When offence is just small change
Tharoor subsequently tweeted, saluting Manushi's attitude and grace.
When Manushi Chhillar won the Miss World title earlier this week, besides accolades came the famous WhatsApp jokes. Manushi, whose surname can also be translated to loose change, became the butt of many forwards and tweets. However, the National Commission for Women (NCW) was enraged when politician Shashi Tharoor paid her a backhanded compliment with the pun, and raised an issue with it.
“What a mistake to demonetise our currency! BJP should have realised that Indian cash dominates the globe: look, even our Chhillar has become Miss World!” Tharoor had tweeted. Manushi herself asked the world to ‘chill out’, making yet another pun on her own surname, but the damage was done.
Though Manushi took no offence to Tharoor’s tweet, NCW chief Rekha Sharma summoned the politician and asked him to apologise formally. Tharoor subsequently tweeted, saluting Manushi’s attitude and grace. “You’re a class act, @ManushiChhillar! Beautiful, smart & uncommonly gracious too. Still, if any offence was caused to any member of your family, sincere apologies. Like every Indian, I’m proud of you (sic),” his tweet read.
Though Rekha had expressed her dissatisfaction with the apology earlier, now she just wants the matter closed. “Why drag this up anymore? He’s apologised, so there’s no action to be taken. The matter has ended,” she snapped.
Rekha may have calmed down, but the number of people outraging on behalf of Manushi indicates a deeper issue — that of a country quick to take offence at the drop of a hat.

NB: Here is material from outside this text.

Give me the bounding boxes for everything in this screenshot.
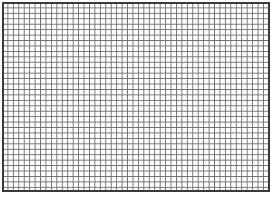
screenshot-canvas: [0, 0, 278, 201]
graph-paper-grid: [2, 2, 270, 192]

Columnist and writer Anil Dharker proclaims that the NCW’s reaction to the entire matter does not even make any sense. “I see absolutely nothing wrong in Tharoor’s tweet and Manushi took it in the right stride. The NCW should be disbanded if they summon somebody on a harmless joke. Summoning Tharoor either shows an incredible lack of insight on their part or it is simply a publicity stunt,” he says, scathingly.
Lawyer and activist Abha Singh, too, agrees with the futility of it, adding that there are bigger issues that the nation needs to look at right now. “Every day we come across cases of rape, stalking, molestation to which one doesn’t see NCW summoning anyone. But because there was a big name involved it appears to be a publicity stunt,” she decries.
However, the advocate does concede that Tharoor, too, crossed boundaries with his tweet. “For a public figure like Tharoor, posting such tweet is not in good taste. If he wanted to make jokes about demonetisation, it should have been an intellectual tweet, not one targeting an individual,” she adds.
The problem, however, does not lie with the NCW alone. Comedian Sorabh Pant says that it’s a nationwide issue. “I think in this country everyone should refrain from making jokes permanently. We have attuned ourselves to get offended easily at anything. Then there are people talking about beheading Deepika Padukone but no action is taken there,” says the bewildered comedian.
Anil, too, believes that this tendency to take offence at the smallest issue is the sign of dark times to come. “One cannot publish a book, make a movie, or exercise any kind of freedom of speech, without some faction getting offended about it. The situation is dire and foreshadows another Dark Age,” he warns.